Reina Maruyama Headshot.

Reina Maruyama

she/her/hers
Professor of Physics
Physics

Biographical Sketch: 

Reina Maruyama is a professor of physics at Yale University. Her research focuses on the study of neutrinos and fundamental symmetries, astrophysics & cosmology, elementary particles, quantum science, and sensing; with particular focus on understanding the particle nature of dark matter and neutrinos and the role of symmetry in fundamental physics.

Before joining the faculty at Yale University, she was on the faculty at the University of Wisconsin and a postdoctoral researcher at the University of California-Berkeley.

Professor Maruyama received her Bachelor of Science degree in Applied Physics from Columbia University, and Masters and Ph.D. in Physics from The University of Washington. Her thesis work was Optical Trapping of Ytterbium Atoms

Research:

Reina Maruyama develops technologies and carries out experiments to probe the underlying physics of fundamental symmetries, origins of the Universe, and nature of neutrinos and dark matter. The Maruyama group uses techniques being developed in the fields of quantum sensors, atomic, nuclear, particle, and astrophysics to solve some of the greatest mysteries of the evolution of the Universe.

Education:

Ph.D., University of Washington, Seattle, 2003

Honors & Awards:
Maruyama is an American Physical Society (APS) Fellow and a member of the Connecticut Academy of Science and Engineering (CASE). She was awarded the Sloan Research Fellowship, NSF CAREER Award, Yale Junior Faculty Fellowship, Yale Public Voices Fellowship, the APS Committee on the Status of Women in Physics Woman Physicist of the Month (June 2013) and held a Chancellor’s Postdoctoral Fellowship at the University of California-Berkeley. Maruyama was featured in Ingenium’s Women in STEM initiative and is the co-leader of Yale’s Asian Americans in STEM initiative.

Selected Publications:

Contact Info

reina.maruyama@yale.edu

+1 (203) 432-3362

WL 209

Research Website

Research Areas: Astrophysics & Cosmology, Elementary Particles, Neutrinos & Fundamental Symmetries, Quantum Science & Sensing

Research Type: Experimental

Experiments

CV

Experiments

ALPHA, HAYSTAC, RAY

Baker, Barrett, Brown, Heeger, Lamoreaux, Lehnert, Maruyama

Science Goal: Search for axion dark matter using quantum and microwave technologies.

WL Involvement: Yale is responsible for systems engineering, cryogenics, and magnetics. Lamoreaux and Maruyama are PIs of HAYSTAC, Maruyama is deputy spokesperson of ALPHA and PI of RAY.

Inside HAYSTAC axion dark matter experiment instrument.

COSINE-100

Maruyama

Science goal: Search for direct detection of dark matter, probing for an annual modulation in the signal reported by the DAMA/ LIBRA collaboration.

WL involvement: Maruyama is the PI and scientific co-spokesperson of COSINE-100.

COSINE crystals in the detector

CUORE & CUPID

Heeger, Maruyama

Science goal: Search for neutrinoless double beta decay, which could answer why we live in a Universe of matter, not antimatter.

WL involvement: Yale is responsible for detector calibration, the study of cosmogenic backgrounds, double beta decay analysis, & the search for solar axions. Heeger and Maruyama are CO-PIs of CUORE & CUPID.

Two people in clean room gear building CUORE detector cryostat instrumentation.

IceCube

Maruyama

Science goal: Search for neutrinos by studying exploding stars, gamma-ray bursts, black holes, and neutron stars.

WL involvement: The Maruyama group studies how supernovae explode, as well as fundamental properties of neutrinos.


## Brief
Give the entries below again exactly. Their pictures are not needed.

## Data for this exercise

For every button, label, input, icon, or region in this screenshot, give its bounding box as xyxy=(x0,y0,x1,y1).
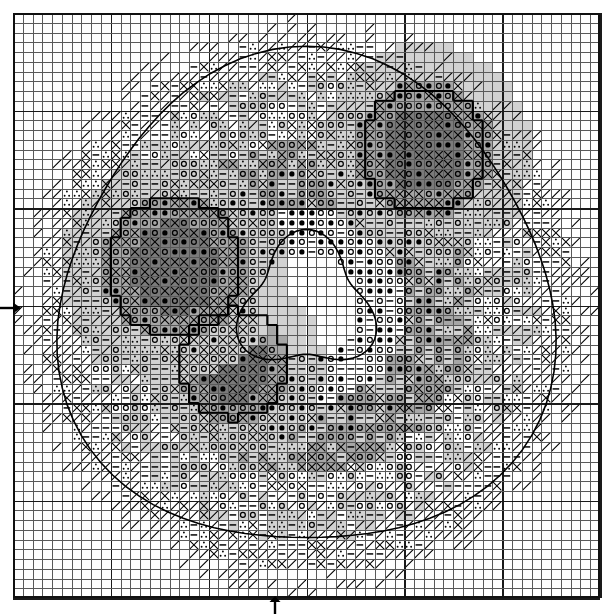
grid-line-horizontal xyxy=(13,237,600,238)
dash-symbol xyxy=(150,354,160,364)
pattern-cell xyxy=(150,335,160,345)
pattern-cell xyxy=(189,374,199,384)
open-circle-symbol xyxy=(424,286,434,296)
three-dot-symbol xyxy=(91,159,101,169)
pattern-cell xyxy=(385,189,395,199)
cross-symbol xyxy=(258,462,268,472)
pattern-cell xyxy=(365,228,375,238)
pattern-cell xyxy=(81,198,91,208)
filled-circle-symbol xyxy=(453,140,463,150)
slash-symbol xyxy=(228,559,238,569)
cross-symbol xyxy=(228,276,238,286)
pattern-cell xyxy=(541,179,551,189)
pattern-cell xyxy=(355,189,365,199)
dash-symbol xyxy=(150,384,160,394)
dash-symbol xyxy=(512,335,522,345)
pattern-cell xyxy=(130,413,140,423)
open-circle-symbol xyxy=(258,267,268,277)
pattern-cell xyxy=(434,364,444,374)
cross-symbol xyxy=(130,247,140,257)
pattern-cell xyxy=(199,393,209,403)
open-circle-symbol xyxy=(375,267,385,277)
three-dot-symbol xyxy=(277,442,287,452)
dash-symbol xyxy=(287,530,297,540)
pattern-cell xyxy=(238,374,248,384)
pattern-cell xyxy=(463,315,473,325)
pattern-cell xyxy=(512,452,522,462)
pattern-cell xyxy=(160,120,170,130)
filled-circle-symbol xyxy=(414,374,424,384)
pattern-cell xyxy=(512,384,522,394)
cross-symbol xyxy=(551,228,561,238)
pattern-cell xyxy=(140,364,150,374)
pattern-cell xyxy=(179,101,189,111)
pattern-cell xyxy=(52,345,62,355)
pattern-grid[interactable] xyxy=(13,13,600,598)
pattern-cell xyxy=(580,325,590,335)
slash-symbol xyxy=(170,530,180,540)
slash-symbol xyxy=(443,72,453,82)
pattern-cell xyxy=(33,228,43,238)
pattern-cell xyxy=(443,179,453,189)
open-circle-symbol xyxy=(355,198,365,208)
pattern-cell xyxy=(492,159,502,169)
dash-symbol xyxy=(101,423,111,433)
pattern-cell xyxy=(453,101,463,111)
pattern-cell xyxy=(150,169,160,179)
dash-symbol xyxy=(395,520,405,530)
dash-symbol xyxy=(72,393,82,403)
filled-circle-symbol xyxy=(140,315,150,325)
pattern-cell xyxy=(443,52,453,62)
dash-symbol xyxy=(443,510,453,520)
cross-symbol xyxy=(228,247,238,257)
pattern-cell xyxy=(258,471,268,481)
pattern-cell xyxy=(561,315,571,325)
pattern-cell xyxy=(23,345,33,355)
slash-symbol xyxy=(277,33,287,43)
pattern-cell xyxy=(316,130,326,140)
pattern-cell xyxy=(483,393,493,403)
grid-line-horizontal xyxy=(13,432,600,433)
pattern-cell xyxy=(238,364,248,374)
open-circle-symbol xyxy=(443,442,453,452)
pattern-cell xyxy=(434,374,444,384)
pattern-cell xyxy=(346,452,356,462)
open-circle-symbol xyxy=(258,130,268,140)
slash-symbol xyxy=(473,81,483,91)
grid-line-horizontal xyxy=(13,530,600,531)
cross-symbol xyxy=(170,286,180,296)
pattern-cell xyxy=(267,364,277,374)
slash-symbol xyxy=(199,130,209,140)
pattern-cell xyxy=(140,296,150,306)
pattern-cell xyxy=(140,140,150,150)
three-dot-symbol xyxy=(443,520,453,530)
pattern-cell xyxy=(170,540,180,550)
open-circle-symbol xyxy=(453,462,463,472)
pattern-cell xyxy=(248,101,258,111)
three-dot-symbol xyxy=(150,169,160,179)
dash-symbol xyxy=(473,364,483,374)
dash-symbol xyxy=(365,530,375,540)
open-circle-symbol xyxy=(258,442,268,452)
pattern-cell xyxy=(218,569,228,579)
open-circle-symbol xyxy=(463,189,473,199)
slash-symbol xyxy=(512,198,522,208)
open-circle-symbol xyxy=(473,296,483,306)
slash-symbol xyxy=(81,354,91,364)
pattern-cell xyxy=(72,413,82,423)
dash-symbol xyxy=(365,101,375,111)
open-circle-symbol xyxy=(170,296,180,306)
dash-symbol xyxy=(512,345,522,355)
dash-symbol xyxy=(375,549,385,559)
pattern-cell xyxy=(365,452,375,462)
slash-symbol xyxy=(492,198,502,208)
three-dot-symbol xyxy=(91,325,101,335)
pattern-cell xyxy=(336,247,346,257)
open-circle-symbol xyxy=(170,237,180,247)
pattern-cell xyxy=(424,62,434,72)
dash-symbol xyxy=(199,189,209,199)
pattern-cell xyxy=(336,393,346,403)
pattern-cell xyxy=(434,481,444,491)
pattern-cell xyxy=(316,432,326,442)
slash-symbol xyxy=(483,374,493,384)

## Response
For every button, label, input, icon, or region in this screenshot, give its bounding box as xyxy=(x0,y0,x1,y1).
grid-line-horizontal xyxy=(13,237,600,238)
dash-symbol xyxy=(150,354,160,364)
pattern-cell xyxy=(150,335,160,345)
pattern-cell xyxy=(189,374,199,384)
open-circle-symbol xyxy=(424,286,434,296)
three-dot-symbol xyxy=(91,159,101,169)
pattern-cell xyxy=(385,189,395,199)
cross-symbol xyxy=(258,462,268,472)
pattern-cell xyxy=(365,228,375,238)
pattern-cell xyxy=(81,198,91,208)
filled-circle-symbol xyxy=(453,140,463,150)
slash-symbol xyxy=(228,559,238,569)
cross-symbol xyxy=(228,276,238,286)
pattern-cell xyxy=(541,179,551,189)
pattern-cell xyxy=(355,189,365,199)
dash-symbol xyxy=(150,384,160,394)
dash-symbol xyxy=(512,335,522,345)
pattern-cell xyxy=(130,413,140,423)
open-circle-symbol xyxy=(258,267,268,277)
pattern-cell xyxy=(434,364,444,374)
cross-symbol xyxy=(130,247,140,257)
pattern-cell xyxy=(199,393,209,403)
open-circle-symbol xyxy=(375,267,385,277)
three-dot-symbol xyxy=(277,442,287,452)
dash-symbol xyxy=(287,530,297,540)
pattern-cell xyxy=(238,374,248,384)
pattern-cell xyxy=(463,315,473,325)
pattern-cell xyxy=(512,452,522,462)
pattern-cell xyxy=(160,120,170,130)
filled-circle-symbol xyxy=(414,374,424,384)
pattern-cell xyxy=(512,384,522,394)
cross-symbol xyxy=(551,228,561,238)
pattern-cell xyxy=(140,364,150,374)
pattern-cell xyxy=(179,101,189,111)
pattern-cell xyxy=(52,345,62,355)
pattern-grid[interactable] xyxy=(13,13,600,598)
pattern-cell xyxy=(580,325,590,335)
slash-symbol xyxy=(170,530,180,540)
slash-symbol xyxy=(443,72,453,82)
pattern-cell xyxy=(33,228,43,238)
pattern-cell xyxy=(443,179,453,189)
open-circle-symbol xyxy=(355,198,365,208)
pattern-cell xyxy=(492,159,502,169)
dash-symbol xyxy=(101,423,111,433)
pattern-cell xyxy=(453,101,463,111)
pattern-cell xyxy=(150,169,160,179)
dash-symbol xyxy=(395,520,405,530)
dash-symbol xyxy=(72,393,82,403)
filled-circle-symbol xyxy=(140,315,150,325)
pattern-cell xyxy=(443,52,453,62)
dash-symbol xyxy=(443,510,453,520)
cross-symbol xyxy=(228,247,238,257)
pattern-cell xyxy=(258,471,268,481)
pattern-cell xyxy=(561,315,571,325)
pattern-cell xyxy=(23,345,33,355)
slash-symbol xyxy=(277,33,287,43)
pattern-cell xyxy=(316,130,326,140)
pattern-cell xyxy=(483,393,493,403)
grid-line-horizontal xyxy=(13,432,600,433)
pattern-cell xyxy=(238,364,248,374)
open-circle-symbol xyxy=(443,442,453,452)
pattern-cell xyxy=(434,374,444,384)
pattern-cell xyxy=(346,452,356,462)
open-circle-symbol xyxy=(258,130,268,140)
slash-symbol xyxy=(473,81,483,91)
grid-line-horizontal xyxy=(13,530,600,531)
cross-symbol xyxy=(170,286,180,296)
pattern-cell xyxy=(267,364,277,374)
slash-symbol xyxy=(199,130,209,140)
pattern-cell xyxy=(140,296,150,306)
pattern-cell xyxy=(140,140,150,150)
three-dot-symbol xyxy=(443,520,453,530)
pattern-cell xyxy=(170,540,180,550)
open-circle-symbol xyxy=(453,462,463,472)
pattern-cell xyxy=(248,101,258,111)
three-dot-symbol xyxy=(150,169,160,179)
dash-symbol xyxy=(473,364,483,374)
dash-symbol xyxy=(365,530,375,540)
open-circle-symbol xyxy=(258,442,268,452)
pattern-cell xyxy=(218,569,228,579)
open-circle-symbol xyxy=(463,189,473,199)
slash-symbol xyxy=(512,198,522,208)
open-circle-symbol xyxy=(473,296,483,306)
slash-symbol xyxy=(81,354,91,364)
pattern-cell xyxy=(72,413,82,423)
dash-symbol xyxy=(365,101,375,111)
open-circle-symbol xyxy=(170,296,180,306)
dash-symbol xyxy=(512,345,522,355)
dash-symbol xyxy=(375,549,385,559)
pattern-cell xyxy=(365,452,375,462)
slash-symbol xyxy=(492,198,502,208)
three-dot-symbol xyxy=(91,325,101,335)
pattern-cell xyxy=(336,247,346,257)
open-circle-symbol xyxy=(170,237,180,247)
pattern-cell xyxy=(424,62,434,72)
dash-symbol xyxy=(199,189,209,199)
pattern-cell xyxy=(336,393,346,403)
pattern-cell xyxy=(434,481,444,491)
pattern-cell xyxy=(316,432,326,442)
slash-symbol xyxy=(483,374,493,384)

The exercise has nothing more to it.